Delay the move until they can liquidate part of the holding to fund the tax.

Balance the move-back date against the GmbH's exit timeline (sell the company first, then move).


All three involve a CA, a Steuerberater, and 6 to 12 months of planning. Not a same-month decision.

What we actually do for Indian-German shareholders

We handle the Indian side. The Wegzugsteuer calculation and Finanzamt liaison need a German Steuerberater familiar with the exit tax. We coordinate with theirs.


Indian-side scope: Section 6 residency planning around the RNOR window, Form 67 + Article 23 foreign-tax-credit math when the actual sale happens, Schedule FA filings, ITR-2 + Section 119(2)(b) condonation for past Indian-side TDS gaps, NRO interest recovery via the 10% Article 11 rate.


Fee: ₹14,999 flat for the cross-border planning. Annual filing post-arrival: ₹4,999 flat per year. The exit-tax math itself is German-side; we don't charge for that.
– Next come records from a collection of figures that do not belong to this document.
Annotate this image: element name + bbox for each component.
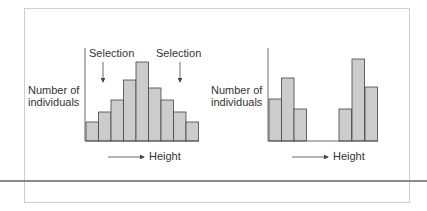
histogram-bar bbox=[124, 80, 137, 141]
left-ylabel-line2: individuals bbox=[28, 96, 79, 109]
histogram-bar bbox=[365, 87, 378, 141]
selection-label-right: Selection bbox=[156, 47, 201, 60]
histogram-bar bbox=[339, 109, 352, 141]
histogram-bar bbox=[99, 112, 112, 141]
histogram-bar bbox=[86, 122, 99, 141]
histogram-bar bbox=[136, 62, 149, 141]
histogram-bar bbox=[269, 99, 282, 141]
right-ylabel-line2: individuals bbox=[211, 96, 262, 109]
selection-label-left: Selection bbox=[89, 47, 134, 60]
histogram-bar bbox=[186, 122, 199, 141]
histogram-bar bbox=[174, 112, 187, 141]
histogram-bar bbox=[294, 109, 307, 141]
histogram-bar bbox=[282, 78, 295, 141]
histogram-bar bbox=[149, 88, 162, 141]
histogram-bar bbox=[111, 100, 124, 141]
left-xlabel: Height bbox=[149, 150, 181, 163]
histogram-bar bbox=[352, 59, 365, 141]
right-xlabel: Height bbox=[333, 150, 365, 163]
histogram-bar bbox=[161, 100, 174, 141]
If you have 1%+ in any company and you're considering a move-back from Germany within 24 months, book free CA appointment. The Wegzugsteuer planning window is 12 to 24 months, not 1 to 2.

Frequently asked questions

Q: I have 0.8% in my employer's company through ESOPs. Wegzugsteuer applies?

A: Borderline. The 1% threshold is checked at any point during the 5 years before departure. If your stake ever crossed 1% (vesting, stock split, secondary), you're caught. Pull the cap table history before assuming you're below.


Q: My GmbH shares are worth €1 million but the company hasn't been valued recently. What FMV does the Finanzamt use?

A: The Finanzamt accepts a recent funding-round valuation, a comparable-transactions analysis, or a discounted cash-flow model. Get a written valuation from a German auditor before departure. Disputes are common; a defensible report shifts the burden.


Q: I'm moving back to India, then planning to sell the GmbH a year later. Can I avoid Wegzugsteuer by selling first?

A: Yes, in principle. If the German tax-resident shareholder sells before ceasing residency, you pay regular German capital gains tax (which is structurally lower than the deemed exit tax in some cases) but no Wegzugsteuer. Sequence matters; sell-first-then-move is a common optimization.


Q: Does the 2024 EU/EEA installment option help me?

A: Only if you're moving within EU/EEA. India isn't in either, so the 2024 amendment doesn't help. Standard immediate-cash treatment applies.


Q: Can I take an interest-free loan from the GmbH to pay the Wegzugsteuer?

A: Risky. Loans from your own GmbH are scrutinised under German rules and may be re-characterised as deemed dividends. Consult both a German Steuerberater and an Indian CA before structuring this. Book free CA appointment if you're considering it.